“Go on, now.” Wido shooed her toward the house.
Relenting, Gisela turned and ran inside. She stirred up the dwindling fire in the great hall but dared not add any more wood. Her stepmother did not allow her to “waste” wood. Shivering, she stepped inside the giant fireplace and knelt among the dying embers where it was warm. Her dress was already dirty from the ashes in her bedchamber fireplace, in addition to being torn and permanently stained over most of the fabric, as it was a cast-off of a former servant, having been altered to fit her eight-year-old body. Besides, she could wash it tomorrow.
She put her cold fingers under her arms and leaned her shoulder against the heat of the fireplace bricks. “I don’t care what they think of me. I don’t care what they do.” If her father was here, he’d never let her stepmother deny her a fire in her room or treat Gisela like a servant. But she reminded herself she didn’t care.
She imagined her father and mother in heaven, picturing how they would welcome her—hugging her, kissing her, their arms warming her. The thought was so comforting, she relaxed inside the fireplace, leaning her cheek against her folded hands.
Gisela woke to cackling laughter. She opened her eyes to her stepmother and stepsisters standing in front of the fireplace.
Irma pointed her skinny finger at Gisela, her face twisted in a sneer. “Lying in the cinders like an addlepate.”
“She’s filthy.” Contzel wrinkled her nose.
Evfemia planted her fists on her hips. “Get up from there, you ridiculous girl, and go to your chamber. You shall scrub every inch of the floor from this fireplace to your door, as you couldn’t possibly make a step without strewing filth everywhere. I don’t know where you got such a notion, to sit in the fireplace among the cinders.”
Gisela stood.
Irma clapped her hands and squealed. “I know. Instead of Gisela, we’ll call her Cinders-ela.” All three of them laughed.
“Cindersela!” “Always dirty!” “The girl who smells like cinders and horses.”
With the taunts and laughter ringing in her ears, Gisela walked with her head held high all the way up the stairs to her room.
Gisela changed out of her ragged work clothes, put on her nightdress, and washed her face in the cold water of her basin. Today she had washed every window on all three floors of the house, she’d helped Wido muck out the stables, and she’d mended two of Irma’s dresses. She had cleaned up the mess Contzel’s puppy made in the dining hall. And she cleaned the mess the puppy made on the stairs. And in the solar. And in Contzel’s chamber. And then the snippy animal bit her on the ankle.
She did not like that dog.
Gisela wrapped herself in a blanket and sat on the bench in front of her window. Across the hills, over the city wall to the north, stood Hagenheim Castle, barely visible through the deepening night except for its five towers interrupting the horizon. The castle towers’ lit windows seemed to carry her back to a year ago.
When she was still seven, and before her father died, the Duke of Hagenheim and his oldest son, Valten, had come to buy a horse from her father, because, as Father said, he bred and raised the best horses in the region. Valten wanted a war horse, a destrier that would serve him as he practiced jousting and other war games.
The two of them, Duke Wilhelm and his son, rode up the lane to her house. Duke Wilhelm and her father greeted each other like old friends. The duke’s son was fourteen, and Gisela had been seven. Valten was already quite as tall as her father and broad-shouldered. She remembered his hair was blond, and he’d looked at her with keen eyes and a sober expression.
Within the first moments, she decided she did not like him. He had come to take one of her horses away, and worst of all, this boy meant to ride her horse in the lists. She didn’t want one of her horses competing in the dangerous joust, risking serious injuries with each charge.
But the boy and his father treated the horses gently and respectfully. From several feet away she had watched as they examined all the youngest destriers. By the time the duke’s son made his choice, Gisela realized he would love the horse, would take care of him. The horse would have many adventures with the duke’s son, more than Gisela could give him.
As their fathers settled their price, Gisela watched Valten — she was supposed to call him Lord Hamlin, as he was the Earl of Hamlin, but she thought his given name suited him better — as the young earl rubbed the horse’s nose and cheek and talked softly to him.
“He likes carrots.”
Valten turned and looked at her. “Then I shall make sure he gets some.”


Exercise details: The entries below contain a stretch that opens with the line containing "Describe the element at coordinates (738, 381)" and closes with the line containing "In order to click on button: AB"; set down that stretch exactly, both ends included, and nothing else.

Records from a collection:

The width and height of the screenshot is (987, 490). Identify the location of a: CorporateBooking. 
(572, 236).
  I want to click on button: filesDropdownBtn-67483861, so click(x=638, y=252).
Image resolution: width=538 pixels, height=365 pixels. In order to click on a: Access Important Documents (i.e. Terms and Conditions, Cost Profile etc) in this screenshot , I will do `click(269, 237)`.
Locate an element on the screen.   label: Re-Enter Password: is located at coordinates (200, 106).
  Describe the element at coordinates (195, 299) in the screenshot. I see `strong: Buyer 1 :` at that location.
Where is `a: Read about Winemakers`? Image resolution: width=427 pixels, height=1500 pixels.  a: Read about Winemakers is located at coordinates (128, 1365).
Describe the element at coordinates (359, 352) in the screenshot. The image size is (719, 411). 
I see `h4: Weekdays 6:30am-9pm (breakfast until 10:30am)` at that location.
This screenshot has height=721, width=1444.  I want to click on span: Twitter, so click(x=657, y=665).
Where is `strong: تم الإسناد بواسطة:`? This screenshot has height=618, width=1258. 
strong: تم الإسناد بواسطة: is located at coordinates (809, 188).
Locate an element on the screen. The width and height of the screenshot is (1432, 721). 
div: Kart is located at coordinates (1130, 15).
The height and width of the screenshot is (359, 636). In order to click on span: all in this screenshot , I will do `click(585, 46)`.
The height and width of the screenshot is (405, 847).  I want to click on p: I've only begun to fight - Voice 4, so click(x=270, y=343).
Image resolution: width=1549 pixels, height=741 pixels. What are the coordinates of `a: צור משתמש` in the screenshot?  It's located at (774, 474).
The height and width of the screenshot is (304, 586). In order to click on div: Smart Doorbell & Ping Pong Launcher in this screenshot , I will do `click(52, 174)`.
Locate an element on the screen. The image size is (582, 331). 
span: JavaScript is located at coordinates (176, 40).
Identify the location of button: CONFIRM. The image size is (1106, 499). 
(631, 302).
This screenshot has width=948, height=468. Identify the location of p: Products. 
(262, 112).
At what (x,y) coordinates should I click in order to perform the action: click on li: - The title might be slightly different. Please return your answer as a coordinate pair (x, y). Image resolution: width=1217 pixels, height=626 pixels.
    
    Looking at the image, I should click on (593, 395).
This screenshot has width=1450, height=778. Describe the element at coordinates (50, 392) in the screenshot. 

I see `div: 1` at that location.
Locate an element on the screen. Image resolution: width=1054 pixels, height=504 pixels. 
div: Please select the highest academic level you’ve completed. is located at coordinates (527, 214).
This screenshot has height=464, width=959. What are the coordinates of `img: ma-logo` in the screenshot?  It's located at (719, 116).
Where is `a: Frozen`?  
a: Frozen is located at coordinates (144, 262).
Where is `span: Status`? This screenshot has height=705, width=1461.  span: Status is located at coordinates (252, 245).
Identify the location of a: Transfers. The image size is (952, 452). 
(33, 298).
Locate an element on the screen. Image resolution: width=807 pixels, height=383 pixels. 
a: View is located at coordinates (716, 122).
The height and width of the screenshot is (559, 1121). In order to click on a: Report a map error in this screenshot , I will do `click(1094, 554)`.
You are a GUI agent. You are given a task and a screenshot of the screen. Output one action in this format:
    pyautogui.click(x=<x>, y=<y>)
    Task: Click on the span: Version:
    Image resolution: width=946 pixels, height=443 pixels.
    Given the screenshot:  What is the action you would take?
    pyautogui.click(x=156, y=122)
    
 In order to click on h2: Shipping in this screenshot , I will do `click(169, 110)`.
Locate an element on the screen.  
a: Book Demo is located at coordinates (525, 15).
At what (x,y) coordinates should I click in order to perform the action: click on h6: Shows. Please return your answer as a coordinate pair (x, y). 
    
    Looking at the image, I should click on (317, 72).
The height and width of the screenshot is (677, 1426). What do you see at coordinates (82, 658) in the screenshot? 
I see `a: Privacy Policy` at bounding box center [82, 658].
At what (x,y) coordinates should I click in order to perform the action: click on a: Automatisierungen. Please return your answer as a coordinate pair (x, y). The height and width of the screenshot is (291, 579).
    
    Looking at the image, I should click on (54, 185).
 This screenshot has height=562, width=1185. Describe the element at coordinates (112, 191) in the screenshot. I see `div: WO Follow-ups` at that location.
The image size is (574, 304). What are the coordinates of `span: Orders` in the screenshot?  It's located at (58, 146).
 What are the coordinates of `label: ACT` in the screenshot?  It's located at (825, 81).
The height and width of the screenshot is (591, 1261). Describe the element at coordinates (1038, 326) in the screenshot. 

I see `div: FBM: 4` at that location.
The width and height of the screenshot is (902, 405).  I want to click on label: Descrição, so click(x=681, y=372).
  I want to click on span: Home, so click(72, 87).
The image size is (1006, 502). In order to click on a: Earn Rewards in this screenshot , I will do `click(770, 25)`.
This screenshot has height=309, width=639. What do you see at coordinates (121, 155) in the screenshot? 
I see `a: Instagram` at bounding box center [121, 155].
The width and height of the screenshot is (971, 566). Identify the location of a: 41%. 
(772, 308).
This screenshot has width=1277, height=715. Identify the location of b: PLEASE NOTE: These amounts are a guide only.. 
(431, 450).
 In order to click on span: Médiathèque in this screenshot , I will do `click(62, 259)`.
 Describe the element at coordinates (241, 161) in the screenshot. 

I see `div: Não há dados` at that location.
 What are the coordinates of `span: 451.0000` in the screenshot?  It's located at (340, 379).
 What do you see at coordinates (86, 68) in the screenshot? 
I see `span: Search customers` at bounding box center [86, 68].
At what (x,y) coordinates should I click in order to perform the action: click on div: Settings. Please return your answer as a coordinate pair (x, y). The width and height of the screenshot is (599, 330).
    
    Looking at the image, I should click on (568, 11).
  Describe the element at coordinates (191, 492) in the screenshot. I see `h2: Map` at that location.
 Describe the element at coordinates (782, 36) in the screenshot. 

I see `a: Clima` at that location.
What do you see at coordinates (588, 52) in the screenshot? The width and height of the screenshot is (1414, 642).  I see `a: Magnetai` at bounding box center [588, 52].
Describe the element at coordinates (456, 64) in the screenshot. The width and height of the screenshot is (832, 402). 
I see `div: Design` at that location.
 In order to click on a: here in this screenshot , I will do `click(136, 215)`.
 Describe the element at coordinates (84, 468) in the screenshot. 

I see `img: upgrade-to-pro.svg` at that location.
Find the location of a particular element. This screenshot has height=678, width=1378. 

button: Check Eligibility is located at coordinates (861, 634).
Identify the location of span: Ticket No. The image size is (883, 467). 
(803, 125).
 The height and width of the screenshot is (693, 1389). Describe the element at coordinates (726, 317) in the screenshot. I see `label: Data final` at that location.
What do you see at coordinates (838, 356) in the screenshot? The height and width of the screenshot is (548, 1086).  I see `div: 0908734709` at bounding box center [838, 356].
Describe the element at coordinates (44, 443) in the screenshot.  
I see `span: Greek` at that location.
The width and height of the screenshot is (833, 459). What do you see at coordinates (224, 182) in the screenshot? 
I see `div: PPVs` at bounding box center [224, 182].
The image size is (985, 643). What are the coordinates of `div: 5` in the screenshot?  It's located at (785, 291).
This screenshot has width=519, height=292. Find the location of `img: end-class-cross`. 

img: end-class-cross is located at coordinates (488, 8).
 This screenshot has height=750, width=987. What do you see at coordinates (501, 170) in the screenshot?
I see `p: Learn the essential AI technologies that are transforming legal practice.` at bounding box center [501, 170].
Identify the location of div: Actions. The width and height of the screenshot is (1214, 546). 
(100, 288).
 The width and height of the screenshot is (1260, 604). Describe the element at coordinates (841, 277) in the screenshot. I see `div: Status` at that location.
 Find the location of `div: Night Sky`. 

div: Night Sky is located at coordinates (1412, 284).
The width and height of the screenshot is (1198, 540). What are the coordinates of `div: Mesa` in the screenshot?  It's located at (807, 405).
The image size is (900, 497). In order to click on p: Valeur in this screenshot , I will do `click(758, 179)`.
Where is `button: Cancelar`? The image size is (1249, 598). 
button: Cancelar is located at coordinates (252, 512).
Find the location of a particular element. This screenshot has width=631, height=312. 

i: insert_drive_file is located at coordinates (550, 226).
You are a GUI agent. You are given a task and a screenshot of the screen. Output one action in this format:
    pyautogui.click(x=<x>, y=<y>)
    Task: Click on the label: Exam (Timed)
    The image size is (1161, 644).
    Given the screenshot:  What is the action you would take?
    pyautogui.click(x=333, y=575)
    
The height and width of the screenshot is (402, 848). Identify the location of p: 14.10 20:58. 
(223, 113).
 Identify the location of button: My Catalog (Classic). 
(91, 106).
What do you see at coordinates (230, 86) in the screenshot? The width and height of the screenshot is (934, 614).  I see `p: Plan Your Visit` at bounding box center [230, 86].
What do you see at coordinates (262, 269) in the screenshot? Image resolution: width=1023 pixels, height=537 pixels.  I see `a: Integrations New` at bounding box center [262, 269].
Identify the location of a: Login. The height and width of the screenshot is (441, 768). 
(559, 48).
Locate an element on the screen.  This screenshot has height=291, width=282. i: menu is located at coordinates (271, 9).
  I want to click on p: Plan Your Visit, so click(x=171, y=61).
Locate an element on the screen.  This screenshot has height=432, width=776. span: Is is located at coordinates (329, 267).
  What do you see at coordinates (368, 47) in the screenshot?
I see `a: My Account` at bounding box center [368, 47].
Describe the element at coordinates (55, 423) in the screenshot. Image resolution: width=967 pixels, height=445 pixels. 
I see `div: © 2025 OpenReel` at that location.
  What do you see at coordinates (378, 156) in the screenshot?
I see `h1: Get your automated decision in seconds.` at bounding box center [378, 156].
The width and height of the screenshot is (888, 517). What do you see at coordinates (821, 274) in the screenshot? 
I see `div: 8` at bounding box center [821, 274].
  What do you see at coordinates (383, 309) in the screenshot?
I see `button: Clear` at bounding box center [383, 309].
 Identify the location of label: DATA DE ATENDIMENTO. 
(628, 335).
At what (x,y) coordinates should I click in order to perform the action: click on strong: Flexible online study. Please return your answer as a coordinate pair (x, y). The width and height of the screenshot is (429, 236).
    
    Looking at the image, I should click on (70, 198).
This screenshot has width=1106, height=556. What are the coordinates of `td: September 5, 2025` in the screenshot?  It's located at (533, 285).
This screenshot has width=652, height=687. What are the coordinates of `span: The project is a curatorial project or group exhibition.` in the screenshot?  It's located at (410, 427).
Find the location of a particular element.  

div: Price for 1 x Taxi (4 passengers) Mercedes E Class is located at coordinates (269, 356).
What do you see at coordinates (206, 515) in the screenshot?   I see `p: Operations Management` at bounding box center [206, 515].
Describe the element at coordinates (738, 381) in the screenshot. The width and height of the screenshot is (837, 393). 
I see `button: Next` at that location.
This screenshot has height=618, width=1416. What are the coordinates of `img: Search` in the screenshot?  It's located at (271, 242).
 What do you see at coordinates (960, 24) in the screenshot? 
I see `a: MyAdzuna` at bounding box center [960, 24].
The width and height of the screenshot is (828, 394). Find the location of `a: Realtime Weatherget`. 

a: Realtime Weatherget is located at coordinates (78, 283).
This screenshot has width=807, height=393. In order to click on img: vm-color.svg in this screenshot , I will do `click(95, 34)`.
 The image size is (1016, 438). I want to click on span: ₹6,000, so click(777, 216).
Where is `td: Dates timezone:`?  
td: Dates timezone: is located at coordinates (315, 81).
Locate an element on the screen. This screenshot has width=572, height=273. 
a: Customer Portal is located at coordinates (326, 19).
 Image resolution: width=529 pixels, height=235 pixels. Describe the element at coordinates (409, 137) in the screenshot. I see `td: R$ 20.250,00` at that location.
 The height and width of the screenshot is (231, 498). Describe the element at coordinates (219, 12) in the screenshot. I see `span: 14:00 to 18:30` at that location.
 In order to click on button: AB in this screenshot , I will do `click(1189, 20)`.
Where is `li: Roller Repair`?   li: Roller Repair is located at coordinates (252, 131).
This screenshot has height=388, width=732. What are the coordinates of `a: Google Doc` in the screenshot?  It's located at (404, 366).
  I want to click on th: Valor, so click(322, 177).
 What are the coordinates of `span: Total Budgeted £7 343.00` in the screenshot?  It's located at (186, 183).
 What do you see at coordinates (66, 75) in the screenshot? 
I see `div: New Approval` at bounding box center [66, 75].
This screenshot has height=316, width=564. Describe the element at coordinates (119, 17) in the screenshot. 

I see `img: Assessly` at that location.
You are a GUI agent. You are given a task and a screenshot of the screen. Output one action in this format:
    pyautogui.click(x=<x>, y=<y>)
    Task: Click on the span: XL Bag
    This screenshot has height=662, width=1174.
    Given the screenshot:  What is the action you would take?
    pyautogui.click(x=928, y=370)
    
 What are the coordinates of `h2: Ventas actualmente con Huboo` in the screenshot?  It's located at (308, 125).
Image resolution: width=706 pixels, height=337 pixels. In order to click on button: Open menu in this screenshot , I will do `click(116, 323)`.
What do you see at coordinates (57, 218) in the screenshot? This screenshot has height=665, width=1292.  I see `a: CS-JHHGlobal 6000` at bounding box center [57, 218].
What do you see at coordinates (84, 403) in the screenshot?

Result for this task:
Describe the element at coordinates (738, 381) in the screenshot. The width and height of the screenshot is (837, 393). 
I see `button: Next` at that location.
This screenshot has height=618, width=1416. What are the coordinates of `img: Search` in the screenshot?  It's located at (271, 242).
 What do you see at coordinates (960, 24) in the screenshot? 
I see `a: MyAdzuna` at bounding box center [960, 24].
The width and height of the screenshot is (828, 394). Find the location of `a: Realtime Weatherget`. 

a: Realtime Weatherget is located at coordinates (78, 283).
This screenshot has width=807, height=393. In order to click on img: vm-color.svg in this screenshot , I will do `click(95, 34)`.
 The image size is (1016, 438). I want to click on span: ₹6,000, so click(777, 216).
Where is `td: Dates timezone:`?  
td: Dates timezone: is located at coordinates (315, 81).
Locate an element on the screen. This screenshot has width=572, height=273. 
a: Customer Portal is located at coordinates (326, 19).
 Image resolution: width=529 pixels, height=235 pixels. Describe the element at coordinates (409, 137) in the screenshot. I see `td: R$ 20.250,00` at that location.
 The height and width of the screenshot is (231, 498). Describe the element at coordinates (219, 12) in the screenshot. I see `span: 14:00 to 18:30` at that location.
 In order to click on button: AB in this screenshot , I will do `click(1189, 20)`.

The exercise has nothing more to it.